Experimental Design
We conduct a three-arm randomized controlled trial to estimate the impacts of remote, phone-based interventions on children’s learning and empowerment outcomes in Afghanistan. The study sample consists of 2,399 households, each contributing one target child aged 7–16 and their primary caregiver. The sample was drawn from a household listing exercise covering approximately 10,000 households across 26 provinces and prioritizes girls of the age group with limited access to education.
Following completion of a baseline phone survey and eligibility verification, households were randomly assigned at the household level to one of three arms: (i) ConnectEd Tutoring, (ii) Structured Conversation, or (iii) a control group receiving no intervention. Randomization was stratified on baseline learning level (above/below median), baseline empowerment (above/below median), schooling status (in school/out of school), and child’s primary language (Dari or Pashto), yielding 16 strata, with an additional stratum for boys. Within each stratum, assignment was approximately evenly split across the three arms.
The ConnectEd Tutoring arm delivers weekly one-on-one phone-based instruction in foundational literacy followed by numeracy, using a teaching-at-the-right-level approach, over an eight-week period. The Structured Conversation arm delivers weekly one-on-one phone calls of equal length with a female teacher, focused on guided conversation topics and explicitly excluding academic instruction. The control group receives no calls during the study period. All interventions are delivered by trained teachers and last approximately 25–30 minutes per week.
Primary outcomes are measured via endline phone surveys conducted after the eight-week intervention period and include assessments of foundational literacy and numeracy and adjacent cognitive skills not taught during the tutoring sessions, measures of empowerment and agency, and measures of well being and gender attitudes.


__Description of the task__: Each entry needs to be reproduced exactly, with none left out.

__Information supplied__:
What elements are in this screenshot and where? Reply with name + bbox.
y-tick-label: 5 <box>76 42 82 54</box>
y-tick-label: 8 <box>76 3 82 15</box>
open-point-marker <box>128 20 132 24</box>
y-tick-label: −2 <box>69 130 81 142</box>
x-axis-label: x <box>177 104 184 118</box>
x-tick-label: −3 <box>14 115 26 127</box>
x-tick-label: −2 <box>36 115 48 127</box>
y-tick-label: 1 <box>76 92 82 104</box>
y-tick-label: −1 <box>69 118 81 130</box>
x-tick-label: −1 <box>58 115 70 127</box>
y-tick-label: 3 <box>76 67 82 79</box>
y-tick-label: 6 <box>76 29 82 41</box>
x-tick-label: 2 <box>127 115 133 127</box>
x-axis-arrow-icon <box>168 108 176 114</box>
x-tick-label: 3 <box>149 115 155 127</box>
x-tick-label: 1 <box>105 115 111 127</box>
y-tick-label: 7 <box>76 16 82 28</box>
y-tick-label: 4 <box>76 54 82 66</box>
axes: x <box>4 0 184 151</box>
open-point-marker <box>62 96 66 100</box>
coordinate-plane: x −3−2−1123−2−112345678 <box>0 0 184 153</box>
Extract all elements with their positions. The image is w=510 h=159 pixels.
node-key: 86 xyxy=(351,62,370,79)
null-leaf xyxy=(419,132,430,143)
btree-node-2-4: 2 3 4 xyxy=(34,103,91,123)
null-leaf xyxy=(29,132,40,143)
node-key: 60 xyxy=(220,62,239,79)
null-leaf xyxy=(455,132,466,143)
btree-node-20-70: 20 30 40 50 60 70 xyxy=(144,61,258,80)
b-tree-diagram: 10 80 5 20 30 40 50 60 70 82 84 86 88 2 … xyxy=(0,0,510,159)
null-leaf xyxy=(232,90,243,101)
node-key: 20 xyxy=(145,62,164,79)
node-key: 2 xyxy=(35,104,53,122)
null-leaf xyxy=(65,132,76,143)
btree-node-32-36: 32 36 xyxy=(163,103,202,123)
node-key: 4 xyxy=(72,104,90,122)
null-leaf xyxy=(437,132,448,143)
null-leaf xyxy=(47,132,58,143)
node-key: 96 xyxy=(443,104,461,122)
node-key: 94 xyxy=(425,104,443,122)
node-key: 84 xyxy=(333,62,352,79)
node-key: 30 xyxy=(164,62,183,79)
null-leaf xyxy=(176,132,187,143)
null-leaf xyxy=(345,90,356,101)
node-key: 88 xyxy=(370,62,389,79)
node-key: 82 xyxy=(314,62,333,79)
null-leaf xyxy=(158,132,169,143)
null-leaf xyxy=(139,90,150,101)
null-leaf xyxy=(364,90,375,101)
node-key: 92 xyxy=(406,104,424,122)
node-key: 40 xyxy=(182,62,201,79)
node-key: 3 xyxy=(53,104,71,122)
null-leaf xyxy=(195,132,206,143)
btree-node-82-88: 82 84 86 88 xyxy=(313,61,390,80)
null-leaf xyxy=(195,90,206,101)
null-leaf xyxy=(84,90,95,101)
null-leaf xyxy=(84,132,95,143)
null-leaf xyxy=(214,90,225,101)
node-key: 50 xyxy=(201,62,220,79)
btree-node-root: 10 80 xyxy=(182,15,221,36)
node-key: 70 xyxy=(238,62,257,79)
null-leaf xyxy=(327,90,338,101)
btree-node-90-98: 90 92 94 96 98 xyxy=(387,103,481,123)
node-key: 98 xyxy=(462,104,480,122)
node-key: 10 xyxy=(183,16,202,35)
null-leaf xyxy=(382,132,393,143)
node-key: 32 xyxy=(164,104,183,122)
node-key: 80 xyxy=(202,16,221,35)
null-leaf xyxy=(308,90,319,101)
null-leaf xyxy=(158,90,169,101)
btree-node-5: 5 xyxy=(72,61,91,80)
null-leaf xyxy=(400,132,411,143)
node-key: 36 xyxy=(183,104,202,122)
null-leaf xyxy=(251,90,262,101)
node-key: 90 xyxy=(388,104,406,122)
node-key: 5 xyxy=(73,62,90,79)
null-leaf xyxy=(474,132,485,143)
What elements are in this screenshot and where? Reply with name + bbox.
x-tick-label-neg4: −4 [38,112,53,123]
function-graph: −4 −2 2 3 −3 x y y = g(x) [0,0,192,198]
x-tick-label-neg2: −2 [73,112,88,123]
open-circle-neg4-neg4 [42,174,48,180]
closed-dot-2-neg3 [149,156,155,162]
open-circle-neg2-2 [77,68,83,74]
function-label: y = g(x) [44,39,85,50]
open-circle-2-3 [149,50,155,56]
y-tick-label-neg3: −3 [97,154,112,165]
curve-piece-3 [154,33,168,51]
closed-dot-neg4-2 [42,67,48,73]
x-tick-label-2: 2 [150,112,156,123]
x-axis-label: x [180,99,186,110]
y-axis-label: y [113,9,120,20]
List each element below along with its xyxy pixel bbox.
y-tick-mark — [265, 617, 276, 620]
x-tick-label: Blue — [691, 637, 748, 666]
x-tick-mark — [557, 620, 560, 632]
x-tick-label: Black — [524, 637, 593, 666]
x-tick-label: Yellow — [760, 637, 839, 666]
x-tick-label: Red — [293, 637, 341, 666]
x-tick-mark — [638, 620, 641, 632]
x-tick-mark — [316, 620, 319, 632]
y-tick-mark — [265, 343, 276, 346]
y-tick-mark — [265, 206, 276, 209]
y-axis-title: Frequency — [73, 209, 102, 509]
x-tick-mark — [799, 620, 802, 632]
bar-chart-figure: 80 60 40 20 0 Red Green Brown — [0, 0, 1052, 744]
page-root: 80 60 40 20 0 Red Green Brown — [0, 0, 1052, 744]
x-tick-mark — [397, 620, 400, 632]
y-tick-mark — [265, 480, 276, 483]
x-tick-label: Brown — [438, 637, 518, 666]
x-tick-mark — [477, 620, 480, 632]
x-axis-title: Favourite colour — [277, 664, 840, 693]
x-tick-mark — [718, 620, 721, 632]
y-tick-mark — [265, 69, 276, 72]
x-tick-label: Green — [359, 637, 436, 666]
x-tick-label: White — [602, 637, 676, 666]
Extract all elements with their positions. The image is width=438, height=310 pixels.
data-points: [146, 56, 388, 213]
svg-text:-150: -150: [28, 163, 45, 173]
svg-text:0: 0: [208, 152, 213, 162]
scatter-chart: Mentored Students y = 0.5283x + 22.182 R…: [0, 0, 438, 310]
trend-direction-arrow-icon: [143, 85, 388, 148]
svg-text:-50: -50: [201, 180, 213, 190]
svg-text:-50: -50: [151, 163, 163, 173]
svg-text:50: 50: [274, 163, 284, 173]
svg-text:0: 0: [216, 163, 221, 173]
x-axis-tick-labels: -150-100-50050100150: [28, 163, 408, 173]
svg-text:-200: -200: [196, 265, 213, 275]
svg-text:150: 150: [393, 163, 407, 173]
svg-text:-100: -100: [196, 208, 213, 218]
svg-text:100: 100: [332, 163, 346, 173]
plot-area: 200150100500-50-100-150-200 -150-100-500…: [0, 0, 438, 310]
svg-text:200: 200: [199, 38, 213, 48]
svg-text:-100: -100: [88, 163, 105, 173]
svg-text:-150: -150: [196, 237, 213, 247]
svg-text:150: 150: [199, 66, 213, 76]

__Result of the task__:
What elements are in this screenshot and where? Reply with name + bbox.
y-tick-label: 5 <box>76 42 82 54</box>
y-tick-label: 8 <box>76 3 82 15</box>
open-point-marker <box>128 20 132 24</box>
y-tick-label: −2 <box>69 130 81 142</box>
x-axis-label: x <box>177 104 184 118</box>
x-tick-label: −3 <box>14 115 26 127</box>
x-tick-label: −2 <box>36 115 48 127</box>
y-tick-label: 1 <box>76 92 82 104</box>
y-tick-label: −1 <box>69 118 81 130</box>
x-tick-label: −1 <box>58 115 70 127</box>
y-tick-label: 3 <box>76 67 82 79</box>
y-tick-label: 6 <box>76 29 82 41</box>
x-tick-label: 2 <box>127 115 133 127</box>
x-axis-arrow-icon <box>168 108 176 114</box>
x-tick-label: 3 <box>149 115 155 127</box>
x-tick-label: 1 <box>105 115 111 127</box>
y-tick-label: 7 <box>76 16 82 28</box>
y-tick-label: 4 <box>76 54 82 66</box>
axes: x <box>4 0 184 151</box>
open-point-marker <box>62 96 66 100</box>
coordinate-plane: x −3−2−1123−2−112345678 <box>0 0 184 153</box>
Extract all elements with their positions. The image is w=510 h=159 pixels.
node-key: 86 xyxy=(351,62,370,79)
null-leaf xyxy=(419,132,430,143)
btree-node-2-4: 2 3 4 xyxy=(34,103,91,123)
null-leaf xyxy=(29,132,40,143)
node-key: 60 xyxy=(220,62,239,79)
null-leaf xyxy=(455,132,466,143)
btree-node-20-70: 20 30 40 50 60 70 xyxy=(144,61,258,80)
b-tree-diagram: 10 80 5 20 30 40 50 60 70 82 84 86 88 2 … xyxy=(0,0,510,159)
null-leaf xyxy=(232,90,243,101)
node-key: 20 xyxy=(145,62,164,79)
node-key: 2 xyxy=(35,104,53,122)
null-leaf xyxy=(65,132,76,143)
btree-node-32-36: 32 36 xyxy=(163,103,202,123)
node-key: 4 xyxy=(72,104,90,122)
null-leaf xyxy=(437,132,448,143)
null-leaf xyxy=(47,132,58,143)
node-key: 96 xyxy=(443,104,461,122)
node-key: 94 xyxy=(425,104,443,122)
node-key: 84 xyxy=(333,62,352,79)
node-key: 30 xyxy=(164,62,183,79)
null-leaf xyxy=(176,132,187,143)
null-leaf xyxy=(345,90,356,101)
node-key: 88 xyxy=(370,62,389,79)
node-key: 82 xyxy=(314,62,333,79)
null-leaf xyxy=(158,132,169,143)
null-leaf xyxy=(139,90,150,101)
null-leaf xyxy=(364,90,375,101)
node-key: 92 xyxy=(406,104,424,122)
node-key: 40 xyxy=(182,62,201,79)
node-key: 3 xyxy=(53,104,71,122)
null-leaf xyxy=(195,132,206,143)
btree-node-82-88: 82 84 86 88 xyxy=(313,61,390,80)
null-leaf xyxy=(195,90,206,101)
null-leaf xyxy=(84,90,95,101)
null-leaf xyxy=(84,132,95,143)
null-leaf xyxy=(214,90,225,101)
node-key: 50 xyxy=(201,62,220,79)
btree-node-root: 10 80 xyxy=(182,15,221,36)
node-key: 70 xyxy=(238,62,257,79)
null-leaf xyxy=(327,90,338,101)
btree-node-90-98: 90 92 94 96 98 xyxy=(387,103,481,123)
node-key: 98 xyxy=(462,104,480,122)
node-key: 10 xyxy=(183,16,202,35)
null-leaf xyxy=(382,132,393,143)
node-key: 32 xyxy=(164,104,183,122)
node-key: 80 xyxy=(202,16,221,35)
null-leaf xyxy=(308,90,319,101)
null-leaf xyxy=(158,90,169,101)
btree-node-5: 5 xyxy=(72,61,91,80)
null-leaf xyxy=(400,132,411,143)
node-key: 36 xyxy=(183,104,202,122)
null-leaf xyxy=(251,90,262,101)
node-key: 90 xyxy=(388,104,406,122)
node-key: 5 xyxy=(73,62,90,79)
null-leaf xyxy=(474,132,485,143)
What elements are in this screenshot and where? Reply with name + bbox.
x-tick-label-neg4: −4 [38,112,53,123]
function-graph: −4 −2 2 3 −3 x y y = g(x) [0,0,192,198]
x-tick-label-neg2: −2 [73,112,88,123]
open-circle-neg4-neg4 [42,174,48,180]
closed-dot-2-neg3 [149,156,155,162]
open-circle-neg2-2 [77,68,83,74]
function-label: y = g(x) [44,39,85,50]
open-circle-2-3 [149,50,155,56]
y-tick-label-neg3: −3 [97,154,112,165]
curve-piece-3 [154,33,168,51]
closed-dot-neg4-2 [42,67,48,73]
x-tick-label-2: 2 [150,112,156,123]
x-axis-label: x [180,99,186,110]
y-axis-label: y [113,9,120,20]
List each element below along with its xyxy pixel bbox.
y-tick-mark — [265, 617, 276, 620]
x-tick-label: Blue — [691, 637, 748, 666]
x-tick-mark — [557, 620, 560, 632]
x-tick-label: Black — [524, 637, 593, 666]
x-tick-label: Yellow — [760, 637, 839, 666]
x-tick-label: Red — [293, 637, 341, 666]
x-tick-mark — [638, 620, 641, 632]
x-tick-mark — [316, 620, 319, 632]
y-tick-mark — [265, 343, 276, 346]
y-tick-mark — [265, 206, 276, 209]
y-axis-title: Frequency — [73, 209, 102, 509]
x-tick-mark — [799, 620, 802, 632]
bar-chart-figure: 80 60 40 20 0 Red Green Brown — [0, 0, 1052, 744]
page-root: 80 60 40 20 0 Red Green Brown — [0, 0, 1052, 744]
x-tick-mark — [397, 620, 400, 632]
y-tick-mark — [265, 480, 276, 483]
x-tick-label: Brown — [438, 637, 518, 666]
x-tick-mark — [477, 620, 480, 632]
x-axis-title: Favourite colour — [277, 664, 840, 693]
x-tick-mark — [718, 620, 721, 632]
y-tick-mark — [265, 69, 276, 72]
x-tick-label: Green — [359, 637, 436, 666]
x-tick-label: White — [602, 637, 676, 666]
Extract all elements with their positions. The image is width=438, height=310 pixels.
data-points: [146, 56, 388, 213]
svg-text:-150: -150: [28, 163, 45, 173]
svg-text:0: 0: [208, 152, 213, 162]
scatter-chart: Mentored Students y = 0.5283x + 22.182 R…: [0, 0, 438, 310]
trend-direction-arrow-icon: [143, 85, 388, 148]
svg-text:-50: -50: [201, 180, 213, 190]
svg-text:-50: -50: [151, 163, 163, 173]
svg-text:50: 50: [274, 163, 284, 173]
svg-text:0: 0: [216, 163, 221, 173]
x-axis-tick-labels: -150-100-50050100150: [28, 163, 408, 173]
svg-text:-200: -200: [196, 265, 213, 275]
svg-text:150: 150: [393, 163, 407, 173]
svg-text:-100: -100: [196, 208, 213, 218]
svg-text:100: 100: [332, 163, 346, 173]
plot-area: 200150100500-50-100-150-200 -150-100-500…: [0, 0, 438, 310]
svg-text:200: 200: [199, 38, 213, 48]
svg-text:-100: -100: [88, 163, 105, 173]
svg-text:-150: -150: [196, 237, 213, 247]
svg-text:150: 150: [199, 66, 213, 76]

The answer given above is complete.